It might sound a bit odd given that he was reported 15 times - and spent more than a full year of his playing life out of the game - but Barry Hall has probably done more than any other individual over the past 10 years to help expand the national code.

If you take your kids along to Auskick in Sydney, or talk to any Swans fans, the one constant which drives their love of the game, the person they associate most readily and passionately with the club, is not Brett Kirk or Leo Barry or Adam Goodes or Paul Roos, but the phenomenal, flawed, big, bad, bustling Barry Hall.
Now that he has quit Aussie Rules, the greatest hits packages will tonight run for several minutes as his contribution to the game is seen first and, sadly, foremost, through his many high-impact brain snaps, such as this textbook left-hook on West Coast’s Brent Staker which cost him seven weeks.
“I can tell you the look on Brett Staker’s eyes is not going to do Barry Hall any good,” Tim Lane said as the Eagles’ eyeballs rolled around inside his skull in a sickening slo-mo. Lane was right, it didn’t, and for many, this image will become the defining moment of Hall’s career, the shorthand story of a man who was nothing other than a hot-head and a hard-man.
It’s simply not true. The mysterious feature of Hall’s aggression is that it was in no way a permanent feature of his game - he could play for months without incident - but sure enough, Bad Barry would eventually flare again, and he’d be rubbed out after another king-hit.
Hall was a physical player, who with his size and strength had a dominant presence on the park, but he was not some park footy psycho who would approach every game with a view to dropping opponents behind the play.
Often his aggression was born out of frustration at two things - being double-teamed or even triple-teamed by defenders, and being ignored by the umpires, who seemed to covertly conclude several years ago that Hall should never get another free, as this recent string of absurd 50m penalties against Hawthorn demonstrated.
Two of the best games Hall ever played involved St Kilda - the first of them was when he still played for them, losing to Adelaide in 1997, where he could have rightly beaten Adelaide’s Andrew McLeod for the Norm Smith best on ground medal, such were his heroics for the Saints. The second was against the Saints for Sydney in the 2005 preliminary final, where aside from kicking four goals, one of them against the run of play in the third term to defuse a St Kilda surge, Hall was also reported for giving what we in the Sydney news media conspired to describe as a “love pat’ to the stomach of St Kilda’s Matt Maguire.
The stakes could not have been any higher for Hall - given his record, he was looking at a two-week suspension, meaning he would miss the Grand Final the following week against West Coast.

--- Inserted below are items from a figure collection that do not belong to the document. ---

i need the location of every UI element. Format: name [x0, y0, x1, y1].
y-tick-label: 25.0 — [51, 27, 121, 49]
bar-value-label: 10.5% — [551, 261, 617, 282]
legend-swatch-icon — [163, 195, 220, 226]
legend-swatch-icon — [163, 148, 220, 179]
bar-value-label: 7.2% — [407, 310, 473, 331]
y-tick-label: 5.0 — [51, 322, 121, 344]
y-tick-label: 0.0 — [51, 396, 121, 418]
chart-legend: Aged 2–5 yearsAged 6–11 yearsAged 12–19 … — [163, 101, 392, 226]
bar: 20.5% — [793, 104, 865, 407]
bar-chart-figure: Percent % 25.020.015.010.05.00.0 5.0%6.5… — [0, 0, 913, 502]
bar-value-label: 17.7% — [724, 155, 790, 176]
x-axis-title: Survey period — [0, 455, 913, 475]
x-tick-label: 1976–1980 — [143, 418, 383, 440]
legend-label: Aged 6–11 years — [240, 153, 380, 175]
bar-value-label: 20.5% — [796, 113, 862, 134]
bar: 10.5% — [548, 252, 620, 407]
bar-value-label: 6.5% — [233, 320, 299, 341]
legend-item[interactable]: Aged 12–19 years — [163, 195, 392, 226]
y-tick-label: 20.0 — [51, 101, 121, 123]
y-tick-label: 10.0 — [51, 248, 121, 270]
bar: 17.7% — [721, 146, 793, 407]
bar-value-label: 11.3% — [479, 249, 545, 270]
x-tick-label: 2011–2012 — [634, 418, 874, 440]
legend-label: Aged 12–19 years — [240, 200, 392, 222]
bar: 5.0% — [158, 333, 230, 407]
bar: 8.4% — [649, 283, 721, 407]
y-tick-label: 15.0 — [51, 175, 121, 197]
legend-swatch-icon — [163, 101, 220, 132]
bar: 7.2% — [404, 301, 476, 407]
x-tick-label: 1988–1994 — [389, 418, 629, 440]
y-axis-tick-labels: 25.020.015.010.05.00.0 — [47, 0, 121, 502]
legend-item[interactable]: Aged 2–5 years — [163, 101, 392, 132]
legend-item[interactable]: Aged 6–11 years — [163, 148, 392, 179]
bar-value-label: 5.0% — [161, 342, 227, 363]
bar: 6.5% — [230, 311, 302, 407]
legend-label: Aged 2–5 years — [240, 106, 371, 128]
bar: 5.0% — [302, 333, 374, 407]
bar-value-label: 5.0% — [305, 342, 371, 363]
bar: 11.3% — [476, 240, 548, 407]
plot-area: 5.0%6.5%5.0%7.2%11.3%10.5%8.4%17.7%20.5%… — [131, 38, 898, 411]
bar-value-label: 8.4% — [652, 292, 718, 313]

The media’s lobbying effort on behalf of Barry - dubbed And Justice For Hall - represented a shift in the Harbour City’s appreciation and understanding of the game. People who had never taken an interest in Aussie Rules before joined the campaign to let Hally play. Even the then Premier Morris Iemma joined the chorus. When he was cleared by the tribunal The Tele’s front page pictured Hall with a smile from ear to ear, as he brushed politely past the media pack, and read: I’d love to talk folks but…I’M OFF TO THE GRAND FINAL.” Sydney’s victory the following week gave the club, in its Sydney incarnation, its first bit of silverware. To the AFL, it represented what Andrew Demetriou had called “the jewel in the crown” for the national game - a premiership-winning club in every AFL state.

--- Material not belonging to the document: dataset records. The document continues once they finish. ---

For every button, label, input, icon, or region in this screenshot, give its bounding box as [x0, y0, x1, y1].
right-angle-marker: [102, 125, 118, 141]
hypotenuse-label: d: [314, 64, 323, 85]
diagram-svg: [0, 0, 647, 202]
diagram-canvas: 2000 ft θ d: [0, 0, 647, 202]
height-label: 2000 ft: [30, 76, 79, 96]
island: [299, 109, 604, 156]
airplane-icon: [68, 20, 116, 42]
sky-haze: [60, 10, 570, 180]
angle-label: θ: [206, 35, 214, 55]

One year later, Hall’s poor performance in the 2006 Grand Final - and his subsequent rage at the media after he vanished for a couple of weeks and reporters rightly tried to track him down - may have been the first sign he was losing his passion for the game. At a post-match club dinner at the Melbourne Exhibition Centre on the Saturday Night, the players were all gutted, having lost by less than a kick to their West Coast nemesis, but Brett Kirk spoke passionately urging them to hold their heads high. And all of them did, except for Barry Hall, who stood with his head bowed, staring at his feet, obviously so utterly ashamed of his own efforts that he did not want to face the club’s most rusted-on fans.
That episode shed a bit of light on a guy who has obviously struggled to be at some kind of peace with himself, perhaps because he expects too much, and is unable to deal with his own frustration when he doesn’t perform well.

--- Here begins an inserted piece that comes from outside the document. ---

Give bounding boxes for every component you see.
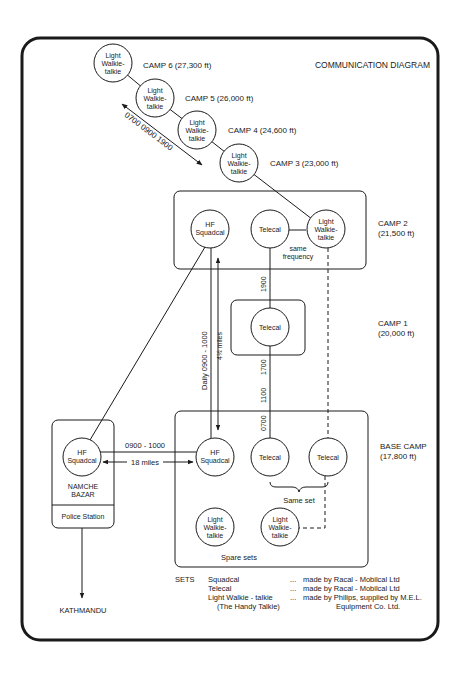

Indeed all his brain-snaps have generally come at a time when the run of play is against him or the club, when the umpires have been giving him a raw deal, and when despite several months of peace, Bad Barry will suddenly re-emerge and someone will wind up having a bit of an extended lie-down.
But for these momenets, footy is still the richer for his contribution, the Swans are more popular than they would otherwise have been, and the AFL is more entrenched as a code in Sydney than it was 10 years ago. Our thoughts now should probably be with the first mug boxer who comes up against him at his debut fight.